By Cole R. DeLaune
DeLaune seems to think liberals were inconsistent for criticizing Brown's comments about appearance but not Warren's. Wrong. Indians and other liberals widely lampooned Warren's "high cheekbones" remark. If you think she got a free pass on that remark, you weren't reading the news.
No liberal criticism of Warren?
It would've been wise to verify these claims, but she was under no legal obligation to do so. Whenever she claimed to be Native, she apparently thought she was Native enough to do so.
The counterargument, I guess, is that she secretly researched her heritage and found she wasn't Native. Or that she should've sought tribal enrollment if she believed she was Native enough. Or that she should've consistently listed herself as white or Native, even though people with some Indian blood often use both labels.
The so-called satire--war whoops and tomahawk chops--conveys none of these subtle arguments. It doesn't convey anything except a racist notion of what an Indian is. It's no different from what sports fans do when they're encouraging a Native-themed team. Or what little kids do when they ignorantly stereotype Indians as savages.
I've said it before and I'll say it again: When a so-called satire is indistinguishable from a racist attack, there is no satire. We can't mind-read Brown's supporters to learn which ones intend the "satire" and which ones don't. What they're conveying isn't "Warren would be an Indian if she had 1/32 Indian blood and enrolled in a tribe, but she's a phony because she hasn't met these conditions." What they're conveying is "Indians are savage brutes who would rather scalp someone than play by the rules. And so is Warren."
For more on this subject, see:
"Jokes" without punchlines are racist
Landover satirizes "Injun sin"
DJs learn not to satirize Natives
Okay to satirize in "satires"?
Racist to spurn Indians?
When an individual so deliberately and consistently refuses to engage with a specific minority group, such aversions are generally regarded in and of themselves as commensurate with one pillar of personal bigotry. Imagine if any other candidate so repeatedly declined to acknowledge African-Americans, Asian-Americans, Hispanics, LGBT men and women, Catholics, Mormons, Christians, or the members of another cultural community. Such demographics should consider how effectively Professor Warren will champion their interests in the Senate when she projects such transparent antagonism and explicit contempt toward the people with whom she insists she is so “proud” to share a heritage that has “always been a part” of her identity.
1) Do we know that Warren has met with "African-Americans, Asian-Americans, Hispanics, LGBT men and women, Catholics, Mormons, Christians, or the members of another cultural community"? I don't and I doubt DeLaune does either.
2) Indians are only partly a "cultural community." Unlike the groups on DeLaune, they're a political group as well because of their sovereign status. Has Warren met with representatives from China, Iran, or Palestine? Would she if they demanded to see her for the purpose of challenging her position? I doubt it.
3) The reason Warren is avoiding Indians is because she doesn't want to answer their questions. Not because she has some sort of aversion to them. In a tightly controlled political campaign, a Democrat usually doesn't give interviews to Rush Limbaugh, the NRA, or anti-abortion groups. Indians are like that at the moment--a political (not racial) group--that she wants to avoid.
Conclusion
I agree with DeLaune's arguments about what Warren should do: meet with Indians, answer their questions, and so forth. But I don't consider her "racist" because she hasn't done them. Sure, she may be prejudiced against Indians despite choosing to be one occasionally. But refusing to address their politically-based questions isn't evidence of racism.
Meanwhile, DeLaune is giving a free pass to Scott Brown for some unaccountable reason. Brown has stoked a race-based crusade against Warren based on an inconsequential part of her history. He didn't fire any of his staffers for the racist actions he provoked. All he did was claim he doesn't condone those actions.
Well, whoopee. Coming from the guy who's trying to launch a mini-race war, that's nothing. Brown is pandering to his white followers' racial fears, and they've responded the way whites always respond. Namely, with ugly stereotypes to bolster their weak-kneed courage against the scary "other." Brown has encouraged people to attack Warren and he's ultimately responsible for those attacks.
For more on Elizabeth Warren, see My Thoughts on Brown vs. Warren and More Racism from the Brown Campaign.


### Problem description
Across the listing, tally the lines in which the word "JSON" occurs, then report the tally alone.

BEGIN

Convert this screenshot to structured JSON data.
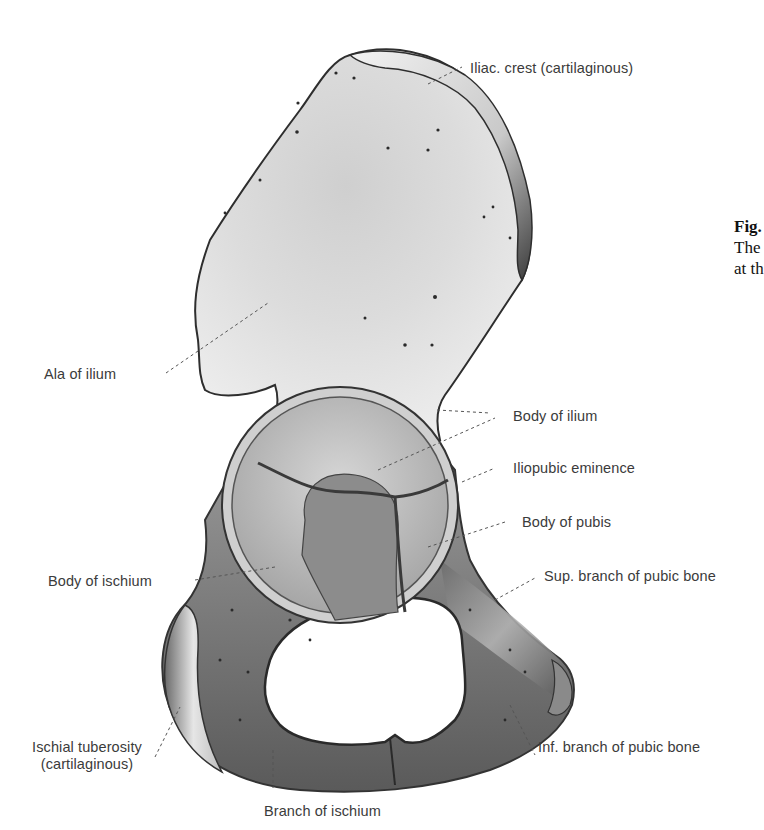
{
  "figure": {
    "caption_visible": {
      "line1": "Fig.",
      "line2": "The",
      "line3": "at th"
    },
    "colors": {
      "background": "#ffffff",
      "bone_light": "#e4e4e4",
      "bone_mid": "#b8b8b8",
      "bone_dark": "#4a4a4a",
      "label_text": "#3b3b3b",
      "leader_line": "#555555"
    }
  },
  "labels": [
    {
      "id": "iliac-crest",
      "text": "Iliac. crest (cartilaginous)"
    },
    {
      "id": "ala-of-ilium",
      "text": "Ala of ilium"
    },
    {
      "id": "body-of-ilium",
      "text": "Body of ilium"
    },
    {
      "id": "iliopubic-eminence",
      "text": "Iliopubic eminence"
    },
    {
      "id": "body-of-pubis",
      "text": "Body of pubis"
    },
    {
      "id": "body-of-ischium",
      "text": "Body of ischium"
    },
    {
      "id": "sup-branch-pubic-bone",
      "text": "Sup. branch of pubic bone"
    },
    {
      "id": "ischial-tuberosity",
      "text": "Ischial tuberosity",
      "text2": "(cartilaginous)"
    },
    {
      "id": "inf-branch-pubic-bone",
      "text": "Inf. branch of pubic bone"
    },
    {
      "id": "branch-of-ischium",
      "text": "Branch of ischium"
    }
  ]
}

END
BEGIN

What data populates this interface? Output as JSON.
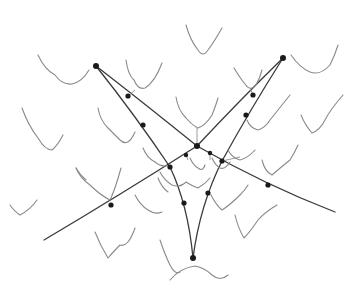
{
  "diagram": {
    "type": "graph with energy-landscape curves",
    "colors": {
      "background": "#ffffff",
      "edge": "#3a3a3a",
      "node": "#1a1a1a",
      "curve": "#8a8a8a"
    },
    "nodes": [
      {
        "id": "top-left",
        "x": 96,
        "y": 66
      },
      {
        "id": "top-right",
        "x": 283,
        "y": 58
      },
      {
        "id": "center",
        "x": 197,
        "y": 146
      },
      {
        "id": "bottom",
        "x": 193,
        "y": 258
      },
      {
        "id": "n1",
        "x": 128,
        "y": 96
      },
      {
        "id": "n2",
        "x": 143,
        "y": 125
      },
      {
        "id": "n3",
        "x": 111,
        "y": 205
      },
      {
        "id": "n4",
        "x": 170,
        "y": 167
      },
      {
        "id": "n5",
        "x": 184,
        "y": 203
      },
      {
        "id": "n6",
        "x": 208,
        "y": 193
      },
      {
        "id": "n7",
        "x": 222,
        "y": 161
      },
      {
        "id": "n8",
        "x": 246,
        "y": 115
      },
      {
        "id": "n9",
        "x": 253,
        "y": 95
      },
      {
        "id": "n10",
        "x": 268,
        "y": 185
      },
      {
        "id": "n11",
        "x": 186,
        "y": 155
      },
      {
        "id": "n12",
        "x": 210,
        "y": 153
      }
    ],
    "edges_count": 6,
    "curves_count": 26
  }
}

END
BEGIN

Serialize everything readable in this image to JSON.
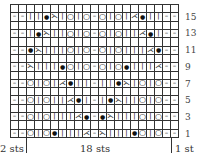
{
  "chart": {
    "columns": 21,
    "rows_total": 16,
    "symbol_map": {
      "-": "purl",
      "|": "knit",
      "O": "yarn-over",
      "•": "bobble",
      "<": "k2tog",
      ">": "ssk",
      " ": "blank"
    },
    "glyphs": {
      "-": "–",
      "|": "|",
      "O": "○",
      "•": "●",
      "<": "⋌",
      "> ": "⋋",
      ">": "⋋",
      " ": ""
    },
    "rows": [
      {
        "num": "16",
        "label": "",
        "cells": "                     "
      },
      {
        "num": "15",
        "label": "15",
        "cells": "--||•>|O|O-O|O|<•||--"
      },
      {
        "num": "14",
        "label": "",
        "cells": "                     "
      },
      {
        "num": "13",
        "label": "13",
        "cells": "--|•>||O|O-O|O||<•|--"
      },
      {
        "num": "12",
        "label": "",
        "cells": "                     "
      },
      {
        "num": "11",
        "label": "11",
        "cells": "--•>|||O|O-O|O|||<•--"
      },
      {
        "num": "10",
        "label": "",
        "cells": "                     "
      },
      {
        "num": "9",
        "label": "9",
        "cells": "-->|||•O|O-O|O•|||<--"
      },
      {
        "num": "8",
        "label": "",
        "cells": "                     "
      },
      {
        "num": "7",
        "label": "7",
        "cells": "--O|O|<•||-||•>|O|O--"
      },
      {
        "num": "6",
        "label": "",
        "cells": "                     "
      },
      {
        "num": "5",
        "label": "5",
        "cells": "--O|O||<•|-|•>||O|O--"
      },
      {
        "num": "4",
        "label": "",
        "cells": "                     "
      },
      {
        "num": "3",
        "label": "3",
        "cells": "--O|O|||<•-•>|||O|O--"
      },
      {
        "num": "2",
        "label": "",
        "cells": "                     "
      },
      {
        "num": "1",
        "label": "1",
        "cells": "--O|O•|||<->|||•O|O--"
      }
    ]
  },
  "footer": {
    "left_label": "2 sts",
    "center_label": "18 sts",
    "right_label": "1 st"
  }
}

END

### Output of the exercise
3